His fellow libertarians have come up with their own bills of rights for Mars, which are being debated on the Mars Society's Web site (www.marssociety.org). What kind of property rights should there be on Mars? Should euthanasia and narcotics be legal? Do Earthlings even have the right to discuss the rights of future Martians? There's a certain absurdity to the debate--and to the very existence of the Mars Law and Governance Task Group--but also a certain glamour. If you're going to conduct a theoretical argument about something as arcane as occupational licensing, you may as well set it in outer space.
Meanwhile, back on planet Earth, the more mundane question remains: Who pays for the first trip? At its founding convention, the Mars Society resolved to raise $1 million to establish its own training base in the Arctic, on Canada's Devon Island, and it's also planning to send its own instrument along on a NASA spacecraft in 2003.
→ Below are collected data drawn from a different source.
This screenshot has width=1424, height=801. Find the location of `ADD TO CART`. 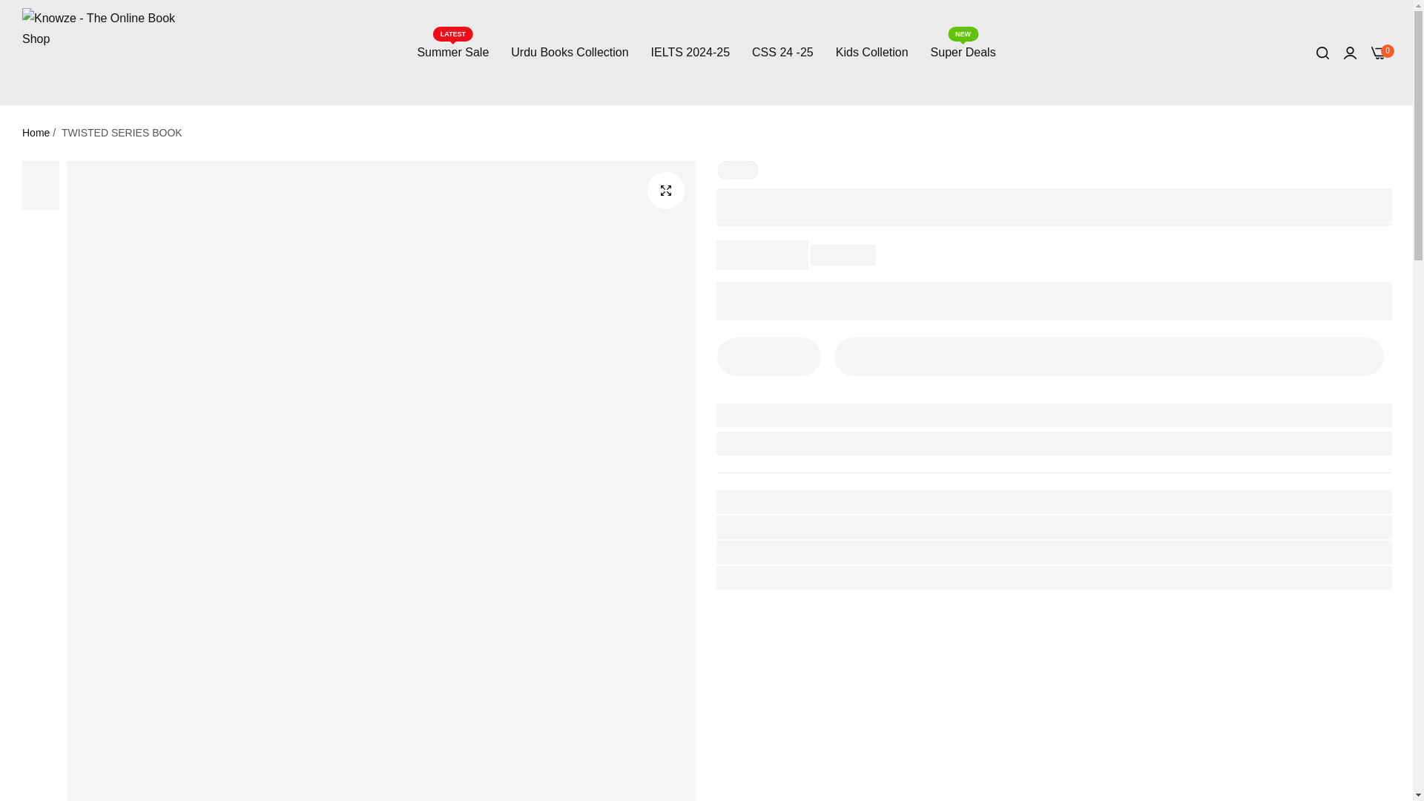

ADD TO CART is located at coordinates (1110, 356). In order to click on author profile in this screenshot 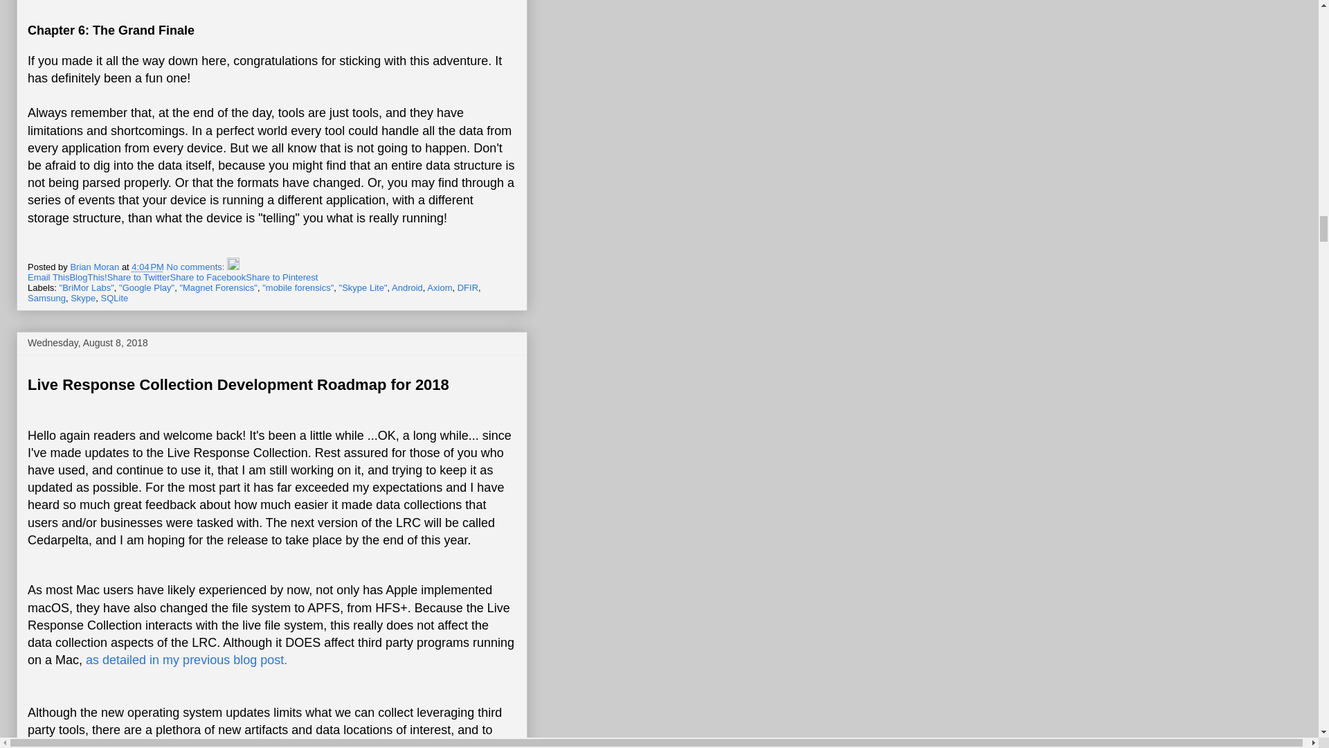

"We might want to send along a balloon that will float above Mars with a camera attached to it," Zubrin says. "We could market that for its entertainment value and advertising revenue. Maybe you couldn't pay for the whole mission with that revenue, but the Mars Society membership would pay for the difference. It's the Jacques Cousteau model: You combine membership dues with commercial revenues from films and documentaries. As you take one little step after another; you build up your credibility to raise the $5 billion for the manned mission."
Already a few entrepreneurs are looking to launch their own missions into space. Two companies, hoping to tap the adventure travel market, have announced plans to build space planes that will take customers for a brief ride just outside the atmosphere. Another firm, Space Dev, has raised $20 million as part of its plan to send scientific instruments to survey an asteroid and sell the data to scientists. But the Mars mission requires investment of another order of magnitude, and even enthusiasts like Zubrin aren't sure the private sector will take the risk anytime soon. As he hopes for a private mission, he's also lobbying for an old-fashioned NASA program.
"I'm a hard libertarian about rights on Mars, but not about getting there," he says. "With something as risky as Mars, it would be useful for the government to absorb some of the up-front costs. Spanish merchants weren't willing to back Columbus' first trip without royal involvement. Lewis and Clark were funded by the U.S. government--and then, as soon as they came back and said there's beaver there, John Jacob Astor's people did their own private exploration that ultimately was much more extensive than the government's. The American government also stimulated the private sector by setting up forts in the frontier, which attracted peddlers who established trade routes in the area. If the government set up a research base on Mars, it would stimulate private competition to lower the costs of delivering cargo."